I find it interesting if not a little disconcerting that the equity table has the startup hiring a COO at 2% - 5% equity but no CTO and the closest it has listed is "Lead Engineer" at 0.5% - 1%. I suppose there could be a VP of engineering under that chart since it doesn't specify what type of VP.
This article seems to be propagating the myth that engineers need MBA types more than they need engineers.
The article also advocates heavy contracting.
Speaking from experience, if you are contracting out most of your software engineering and don't have a CTO type role who knows what good code is and knows how to manage the contractors, you are in for a really bad time when you do decide to bring on full time software engineers. You risk overpaying and risk having completely unmaintainable code that doesn't scale with your business.
Conversely, much of what a COO does can be done by the CEO at early stages.
Of course, no two startups are the same. In fact, a bad CTO can be more damaging that not having any. Which is why it is important you screen your hires well. However, your milage may vary.
a bit offtopic but -- imo technical folks don't need MBAs. However you _do_ need a person who can sell. That person might have a technical background, might happen to have a MBA (though frankly very few MBA types are very good salespeople), but honestly the skill is orthogonal to anything else.
The question you ask an engineer is "can you build this?". The question you ask a business cofounder is "can you sell this?"
so true. to get a bit pedantic, there's generally no 'business' to 'administrate' in the early days, so an 'MBA' is... not specifically useful. To the extent an 'MBA' is useful, it's probably in doing things that are tangential to the degree itself.
Late replying but... I completely agree. Tech types do often underestimate the importance of sales. They have a "if you build it they will come" mentality.
But as two counter points...
- I've seen business people make this same mistake. Although probably not as much.
- A technical CEO can hire and manage a non-technical hire (sales person) just as well if not probably better than a non-technical CEO can hire engineers.
As a technical CEO/CTO myself I recommend that one of your first hires when the project nears launch should be a sales person. If you wait until the project has already launched you're late and you will burn through capital while they ramp up and build a pipeline.
> Rookies: Won’t always request equity, Experienced: More likely to request equity
Is this really true? I would think it's the opposite--the rookie has not yet felt the sting of swapping salary for worthless equity and would be more likely to value equity higher, whereas the veteran will know better...
The whole section on equity convinces me that I'm not joining a start-up any time soon. 1-3% for hires 1-5? Fractional percentages for everyone else? What a joke. That's what passes for early-stage equity? These are the people who are literally building your company. People seem to be falling for it though, and start-ups seem to have no trouble hiring, so who am I to argue?
The veteran knows that equity is something you can negotiate hard for and is very negotiable.
Regarding equity comp for early hires, presumably the founders have already done significant derisking by finding initial product market fit, secured initial capital, built a prototype, have buyer interest/commitments, etc.
Every time I see complaints about single digit % compensation, I wonder how many of the people complaining will go out and actually put in the work of validating a market and getting the initial momentum for sales and meeting 100 "investors" and "pseudoinvestors", put in years of networking to even be loosely connected to the money network, getting 90 rejections to get your first $500k, and the shitwork of setting up a corporation and doing all this work out of pocket in exchange for 10x the equity. I mean literally no one is stopping you from setting up a company that you own 100% of the equity of.
He's advocating for two classes of employees, those with and those without equity. That in my opinion is a recipe for failure. You will create a huge amount of resentment and pull apart a team that should be working together. Either everybody gets equity or nobody gets it.
Rookies
- Will settle for lower wage
- Might take longer to achieve certain outcomes.
- Will need training
So the conclusion that they are "cheaper" is not necessarily true if you factor in the extra time taken and training. Plus there is a very good chance that maintenance costs will be far greater once the project reaches some sort of maturity.
> Ask them if they’d like to have a quick phone call
And that's how you fail to get introverted people interested. I'd have to be deaperatelly pissed off at my current position to want to voice chat about "great new opportunity" without getting all the details in writing first...
A wise move to write a guide like this as content marketing. The key market for rocketshp appears to be early stage founders. This is a problem faced by that segment for sure.
This article seems to be propagating the myth that engineers need MBA types more than they need engineers.
The article also advocates heavy contracting.
Speaking from experience, if you are contracting out most of your software engineering and don't have a CTO type role who knows what good code is and knows how to manage the contractors, you are in for a really bad time when you do decide to bring on full time software engineers. You risk overpaying and risk having completely unmaintainable code that doesn't scale with your business.
Conversely, much of what a COO does can be done by the CEO at early stages.
Of course, no two startups are the same. In fact, a bad CTO can be more damaging that not having any. Which is why it is important you screen your hires well. However, your milage may vary.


GOAL OF THE EXERCISE
Omit every picture. Return all other data as it stands.

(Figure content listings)
▶
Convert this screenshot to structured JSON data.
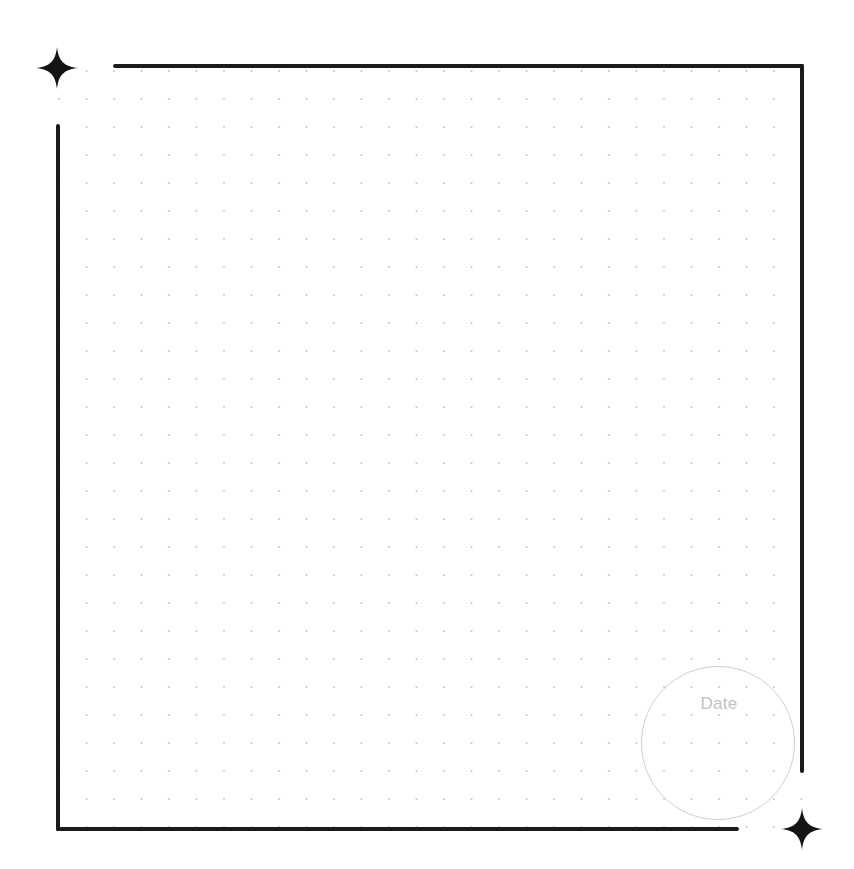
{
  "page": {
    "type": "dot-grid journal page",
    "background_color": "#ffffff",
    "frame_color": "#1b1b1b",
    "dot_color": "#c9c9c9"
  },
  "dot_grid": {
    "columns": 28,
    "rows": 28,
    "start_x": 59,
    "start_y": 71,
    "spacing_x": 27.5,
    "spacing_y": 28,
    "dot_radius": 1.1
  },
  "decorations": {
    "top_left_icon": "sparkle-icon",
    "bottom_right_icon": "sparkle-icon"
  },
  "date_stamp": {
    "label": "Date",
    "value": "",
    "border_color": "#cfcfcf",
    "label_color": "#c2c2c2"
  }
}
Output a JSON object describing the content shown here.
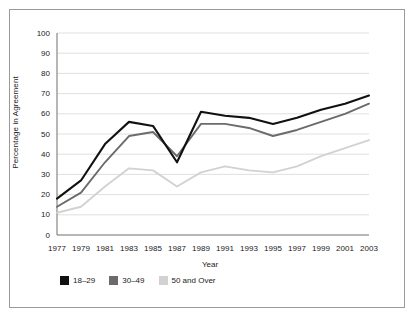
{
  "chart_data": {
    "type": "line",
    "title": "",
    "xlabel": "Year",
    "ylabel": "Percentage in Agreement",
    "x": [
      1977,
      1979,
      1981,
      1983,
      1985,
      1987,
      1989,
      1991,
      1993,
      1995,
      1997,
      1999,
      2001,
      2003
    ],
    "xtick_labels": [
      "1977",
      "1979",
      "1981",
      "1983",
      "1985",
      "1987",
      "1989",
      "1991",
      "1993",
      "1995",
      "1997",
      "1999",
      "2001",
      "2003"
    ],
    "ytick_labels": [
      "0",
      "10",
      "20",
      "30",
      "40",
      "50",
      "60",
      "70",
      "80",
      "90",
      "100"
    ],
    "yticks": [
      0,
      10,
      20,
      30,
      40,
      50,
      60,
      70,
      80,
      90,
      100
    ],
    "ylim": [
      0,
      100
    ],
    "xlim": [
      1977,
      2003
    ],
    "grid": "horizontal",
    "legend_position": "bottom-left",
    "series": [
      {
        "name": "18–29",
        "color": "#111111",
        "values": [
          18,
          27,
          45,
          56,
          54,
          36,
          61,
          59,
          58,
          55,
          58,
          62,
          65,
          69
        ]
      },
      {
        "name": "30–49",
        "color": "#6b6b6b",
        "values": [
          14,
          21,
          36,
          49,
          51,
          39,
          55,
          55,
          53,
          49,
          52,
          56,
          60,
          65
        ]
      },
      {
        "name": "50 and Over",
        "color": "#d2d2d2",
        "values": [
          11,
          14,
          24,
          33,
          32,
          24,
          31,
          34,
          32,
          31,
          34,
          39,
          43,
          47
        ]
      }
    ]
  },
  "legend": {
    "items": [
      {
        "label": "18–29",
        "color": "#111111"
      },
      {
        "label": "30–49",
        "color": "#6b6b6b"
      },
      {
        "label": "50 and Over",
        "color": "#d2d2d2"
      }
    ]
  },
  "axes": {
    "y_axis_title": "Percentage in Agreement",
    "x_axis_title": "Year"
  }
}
◀
COMPLETED EXERCISE
Convert this screenshot to structured JSON data.
{
  "page": {
    "type": "dot-grid journal page",
    "background_color": "#ffffff",
    "frame_color": "#1b1b1b",
    "dot_color": "#c9c9c9"
  },
  "dot_grid": {
    "columns": 28,
    "rows": 28,
    "start_x": 59,
    "start_y": 71,
    "spacing_x": 27.5,
    "spacing_y": 28,
    "dot_radius": 1.1
  },
  "decorations": {
    "top_left_icon": "sparkle-icon",
    "bottom_right_icon": "sparkle-icon"
  },
  "date_stamp": {
    "label": "Date",
    "value": "",
    "border_color": "#cfcfcf",
    "label_color": "#c2c2c2"
  }
}
Output a JSON object describing the content shown here.
{
  "chart_data": {
    "type": "line",
    "title": "",
    "xlabel": "Year",
    "ylabel": "Percentage in Agreement",
    "x": [
      1977,
      1979,
      1981,
      1983,
      1985,
      1987,
      1989,
      1991,
      1993,
      1995,
      1997,
      1999,
      2001,
      2003
    ],
    "xtick_labels": [
      "1977",
      "1979",
      "1981",
      "1983",
      "1985",
      "1987",
      "1989",
      "1991",
      "1993",
      "1995",
      "1997",
      "1999",
      "2001",
      "2003"
    ],
    "ytick_labels": [
      "0",
      "10",
      "20",
      "30",
      "40",
      "50",
      "60",
      "70",
      "80",
      "90",
      "100"
    ],
    "yticks": [
      0,
      10,
      20,
      30,
      40,
      50,
      60,
      70,
      80,
      90,
      100
    ],
    "ylim": [
      0,
      100
    ],
    "xlim": [
      1977,
      2003
    ],
    "grid": "horizontal",
    "legend_position": "bottom-left",
    "series": [
      {
        "name": "18–29",
        "color": "#111111",
        "values": [
          18,
          27,
          45,
          56,
          54,
          36,
          61,
          59,
          58,
          55,
          58,
          62,
          65,
          69
        ]
      },
      {
        "name": "30–49",
        "color": "#6b6b6b",
        "values": [
          14,
          21,
          36,
          49,
          51,
          39,
          55,
          55,
          53,
          49,
          52,
          56,
          60,
          65
        ]
      },
      {
        "name": "50 and Over",
        "color": "#d2d2d2",
        "values": [
          11,
          14,
          24,
          33,
          32,
          24,
          31,
          34,
          32,
          31,
          34,
          39,
          43,
          47
        ]
      }
    ]
  },
  "legend": {
    "items": [
      {
        "label": "18–29",
        "color": "#111111"
      },
      {
        "label": "30–49",
        "color": "#6b6b6b"
      },
      {
        "label": "50 and Over",
        "color": "#d2d2d2"
      }
    ]
  },
  "axes": {
    "y_axis_title": "Percentage in Agreement",
    "x_axis_title": "Year"
  }
}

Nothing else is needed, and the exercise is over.